The Five Stages of Hunting
Last Sunday, I was lucky enough to shoot this black duck-mallard hybrid along with a handsome greenhead on the river bottom near my home. We hardly see black ducks here, and I’ve never shot one, so a hybrid is a rare bird for us. I am thrilled. It’s a genuine trophy duck, and it came in to the decoys perfectly on a clear day when I had the sun at my back to light it up, which made shooting it all the better. The experience prompted me to think about the “Stages of Hunting.”
The Stages of Hunting form part of every hunter-ed curriculum I’ve ever seen. Hunters are said to progress through the Shooting Stage, the Limit Stage, the Trophy Stage, the Method Stage, and the Sportsman Stage, according to this theory, which was formulated in the 1970s by a pair of University of Wisconsin-Lacrosse professors who interviewed more than 1,000 hunters.

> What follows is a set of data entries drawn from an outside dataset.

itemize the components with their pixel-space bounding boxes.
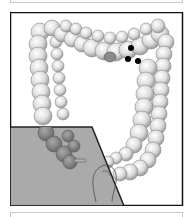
marker-dot	[125, 56, 131, 62]
marker-dot	[135, 58, 141, 64]
bottom-divider	[10, 212, 183, 217]
colon-illustration	[10, 12, 184, 206]
top-divider	[10, 0, 183, 3]
lesion	[104, 52, 116, 62]
marker-dot	[128, 45, 134, 51]
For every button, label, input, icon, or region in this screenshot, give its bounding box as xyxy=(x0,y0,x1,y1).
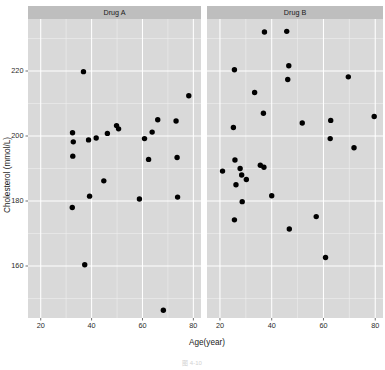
y-axis-title: Cholesterol (mmol/L) xyxy=(3,137,12,213)
data-point xyxy=(161,308,166,313)
x-tick-label: 40 xyxy=(268,321,276,330)
data-point xyxy=(232,157,237,162)
scatter-plot-figure: Drug ADrug B 204060802040608016018020022… xyxy=(0,0,385,370)
data-point xyxy=(70,153,75,158)
facet-panel-drug-b: Drug B xyxy=(207,6,383,318)
data-point xyxy=(300,120,305,125)
data-point xyxy=(285,77,290,82)
data-point xyxy=(137,196,142,201)
data-point xyxy=(261,165,266,170)
data-point xyxy=(101,178,106,183)
data-point xyxy=(262,29,267,34)
data-point xyxy=(239,172,244,177)
data-point xyxy=(71,139,76,144)
facet-strip-label: Drug B xyxy=(284,8,307,17)
data-point xyxy=(328,136,333,141)
x-tick-label: 40 xyxy=(88,321,96,330)
data-point xyxy=(269,193,274,198)
data-point xyxy=(105,131,110,136)
data-point xyxy=(351,145,356,150)
data-point xyxy=(314,214,319,219)
data-point xyxy=(232,217,237,222)
data-point xyxy=(174,155,179,160)
x-tick-label: 80 xyxy=(189,321,197,330)
data-point xyxy=(82,262,87,267)
facet-strip-label: Drug A xyxy=(104,8,126,17)
data-point xyxy=(175,194,180,199)
data-point xyxy=(372,114,377,119)
x-tick-label: 20 xyxy=(216,321,224,330)
data-point xyxy=(231,125,236,130)
x-tick-label: 60 xyxy=(319,321,327,330)
data-point xyxy=(233,182,238,187)
plot-canvas: Drug ADrug B 204060802040608016018020022… xyxy=(0,0,385,370)
data-point xyxy=(284,29,289,34)
data-point xyxy=(142,136,147,141)
figure-caption: 图 4-10 xyxy=(182,360,202,367)
data-point xyxy=(237,166,242,171)
data-point xyxy=(186,93,191,98)
data-point xyxy=(323,255,328,260)
data-point xyxy=(252,90,257,95)
data-point xyxy=(328,118,333,123)
x-tick-label: 60 xyxy=(138,321,146,330)
x-tick-label: 20 xyxy=(37,321,45,330)
data-point xyxy=(146,157,151,162)
facet-panel-drug-a: Drug A xyxy=(28,6,201,318)
data-point xyxy=(346,74,351,79)
x-tick-label: 80 xyxy=(371,321,379,330)
data-point xyxy=(220,168,225,173)
data-point xyxy=(116,126,121,131)
x-axis-title: Age(year) xyxy=(189,338,225,347)
data-point xyxy=(286,63,291,68)
y-tick-label: 160 xyxy=(11,261,23,270)
y-tick-label: 180 xyxy=(11,196,23,205)
data-point xyxy=(155,117,160,122)
data-point xyxy=(81,69,86,74)
data-point xyxy=(232,67,237,72)
y-tick-label: 200 xyxy=(11,131,23,140)
y-tick-label: 220 xyxy=(11,66,23,75)
data-point xyxy=(173,118,178,123)
data-point xyxy=(86,137,91,142)
data-point xyxy=(287,226,292,231)
data-point xyxy=(261,111,266,116)
data-point xyxy=(240,199,245,204)
data-point xyxy=(93,135,98,140)
data-point xyxy=(70,130,75,135)
data-point xyxy=(149,129,154,134)
data-point xyxy=(244,177,249,182)
data-point xyxy=(70,205,75,210)
data-point xyxy=(87,193,92,198)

To run through the stages in a nutshell:
In the Shooting Stage, you just want to shoot things.
In the Limit Stage, numbers matter.
The Trophy Stage is about being selective
In the Method Stage, how you hunt and take game become more important than how much game you take.

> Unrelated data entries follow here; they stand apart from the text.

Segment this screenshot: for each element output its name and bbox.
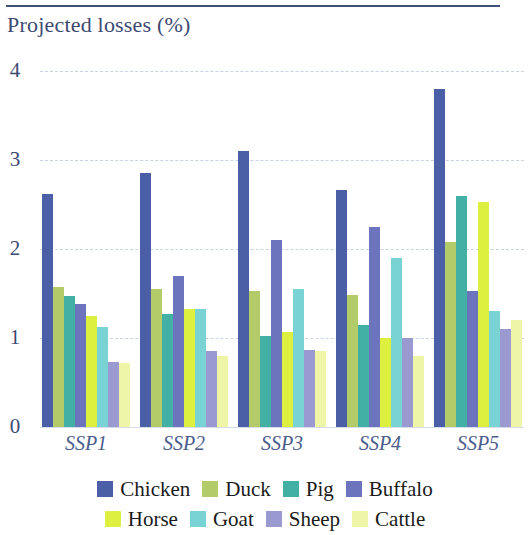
bar-ssp2-buffalo — [173, 276, 184, 427]
bar-ssp3-sheep — [304, 350, 315, 427]
bar-ssp4-horse — [380, 338, 391, 427]
bar-ssp5-chicken — [434, 89, 445, 427]
bar-group-ssp1 — [42, 71, 130, 427]
gridline-0 — [40, 427, 524, 428]
legend-label-chicken: Chicken — [120, 477, 190, 502]
bar-ssp3-chicken — [238, 151, 249, 427]
bar-ssp2-chicken — [140, 173, 151, 427]
bar-ssp4-sheep — [402, 338, 413, 427]
bar-ssp5-horse — [478, 202, 489, 427]
legend-swatch-cattle-icon — [352, 511, 368, 527]
x-tick-label-ssp2: SSP2 — [140, 432, 228, 462]
legend-label-goat: Goat — [213, 507, 254, 532]
bar-ssp1-horse — [86, 316, 97, 427]
legend-item-duck[interactable]: Duck — [202, 477, 271, 502]
legend-swatch-pig-icon — [283, 481, 299, 497]
projected-losses-chart: Projected losses (%) 01234 SSP1SSP2SSP3S… — [0, 0, 530, 535]
legend-item-pig[interactable]: Pig — [283, 477, 334, 502]
bar-ssp1-cattle — [119, 363, 130, 427]
bar-ssp5-goat — [489, 311, 500, 427]
legend-swatch-sheep-icon — [266, 511, 282, 527]
legend-label-pig: Pig — [306, 477, 334, 502]
bar-ssp3-horse — [282, 332, 293, 427]
bar-ssp5-sheep — [500, 329, 511, 427]
y-tick-label-3: 3 — [0, 147, 30, 172]
bar-group-ssp3 — [238, 71, 326, 427]
bar-ssp1-pig — [64, 296, 75, 427]
legend-swatch-goat-icon — [190, 511, 206, 527]
chart-title: Projected losses (%) — [7, 12, 191, 38]
bar-ssp3-pig — [260, 336, 271, 427]
legend-swatch-buffalo-icon — [346, 481, 362, 497]
legend-swatch-chicken-icon — [97, 481, 113, 497]
bar-ssp1-duck — [53, 287, 64, 427]
x-tick-label-ssp5: SSP5 — [434, 432, 522, 462]
legend-swatch-horse-icon — [105, 511, 121, 527]
legend-item-cattle[interactable]: Cattle — [352, 507, 425, 532]
x-tick-label-ssp4: SSP4 — [336, 432, 424, 462]
bar-ssp1-buffalo — [75, 304, 86, 427]
bar-group-ssp4 — [336, 71, 424, 427]
bar-ssp2-goat — [195, 309, 206, 427]
bar-ssp4-duck — [347, 295, 358, 427]
bar-ssp4-goat — [391, 258, 402, 427]
bar-ssp1-goat — [97, 327, 108, 427]
bar-ssp3-cattle — [315, 351, 326, 427]
top-rule-divider — [6, 5, 500, 7]
legend-item-goat[interactable]: Goat — [190, 507, 254, 532]
y-tick-label-1: 1 — [0, 325, 30, 350]
bar-ssp2-cattle — [217, 356, 228, 427]
bar-ssp2-duck — [151, 289, 162, 427]
bar-ssp2-sheep — [206, 351, 217, 427]
legend-swatch-duck-icon — [202, 481, 218, 497]
bar-ssp4-cattle — [413, 356, 424, 427]
legend-label-buffalo: Buffalo — [369, 477, 433, 502]
bar-ssp5-buffalo — [467, 291, 478, 427]
legend-item-chicken[interactable]: Chicken — [97, 477, 190, 502]
bar-ssp5-duck — [445, 242, 456, 427]
chart-legend: ChickenDuckPigBuffaloHorseGoatSheepCattl… — [0, 474, 530, 534]
bar-groups — [40, 71, 524, 427]
bar-ssp2-pig — [162, 314, 173, 427]
plot-area — [40, 71, 524, 427]
y-tick-label-0: 0 — [0, 414, 30, 439]
bar-ssp3-buffalo — [271, 240, 282, 427]
legend-row-1: ChickenDuckPigBuffalo — [0, 474, 530, 504]
y-tick-label-4: 4 — [0, 58, 30, 83]
legend-item-sheep[interactable]: Sheep — [266, 507, 340, 532]
bar-ssp5-pig — [456, 196, 467, 427]
bar-group-ssp5 — [434, 71, 522, 427]
x-tick-label-ssp3: SSP3 — [238, 432, 326, 462]
bar-ssp1-chicken — [42, 194, 53, 427]
bar-ssp4-chicken — [336, 190, 347, 427]
bar-ssp5-cattle — [511, 320, 522, 427]
legend-label-sheep: Sheep — [289, 507, 340, 532]
legend-label-duck: Duck — [225, 477, 271, 502]
legend-item-horse[interactable]: Horse — [105, 507, 178, 532]
bar-ssp2-horse — [184, 309, 195, 427]
legend-label-cattle: Cattle — [375, 507, 425, 532]
bar-ssp1-sheep — [108, 362, 119, 427]
legend-row-2: HorseGoatSheepCattle — [0, 504, 530, 534]
legend-label-horse: Horse — [128, 507, 178, 532]
y-tick-label-2: 2 — [0, 236, 30, 261]
bar-group-ssp2 — [140, 71, 228, 427]
bar-ssp4-pig — [358, 325, 369, 427]
legend-item-buffalo[interactable]: Buffalo — [346, 477, 433, 502]
bar-ssp4-buffalo — [369, 227, 380, 427]
bar-ssp3-goat — [293, 289, 304, 427]
bar-ssp3-duck — [249, 291, 260, 427]
x-axis-labels: SSP1SSP2SSP3SSP4SSP5 — [40, 432, 524, 462]
x-tick-label-ssp1: SSP1 — [42, 432, 130, 462]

In the Sportsman Stage, you are more interested in the whole experience than in “bagging” game.
It always struck me as a little pat, and it suggested an arc in hunting that inevitably led to people hanging up their guns, the same way Elizabeth Kubler-Ross’s five stages of dying inevitably leave you dead. The Stages of Hunting make the most sense, though, if you allow that it’s possible to be in more than one
stage at once. Or, if you think of then more as parts of a continuum rather than as steps in a progression.
For instance, I’m putting myself in the Trophy-Method-Sportsman stage. I realize that’s more than half the stages, but there you have it. (Actually, I believe anyone who enjoys hunting belongs in the Sportsman Stage, because we wouldn’t be outdoors if we didn’t appreciate it.)
Also, I don’t mind shooting a limit every once in a while and telling people about it, so that puts me in four stages at once. But I also used to care more about limits than I do now, so I know I’ve moved along the scale.
This hybrid duck notwithstanding, I always thought meat was the real trophy in hunting. Now, with just two of us at home to eat what I shoot, I’m selective. The game I shoot has to taste good. If that makes me a trophy hunter because I don’t shoot shovelers (except for the ones I mistake for teal first thing in the morning) and have been giving the million or so ring-necks at my duck place a free pass lately, then I’m in the Trophy Stage.
Method matters a lot. So do aesthetics. I’d rather shoot a duck late in the morning with the sun on it than before sunrise when it’s a dark blob. I prefer my doves and waterfowl decoying, and my upland birds pointed, although I’ll shoot anything the dog puts up in range. On the other hand, while I like calling turkeys, I would belly crawl one in a minute if the situation arose. You can be at different points along the continuum with different game.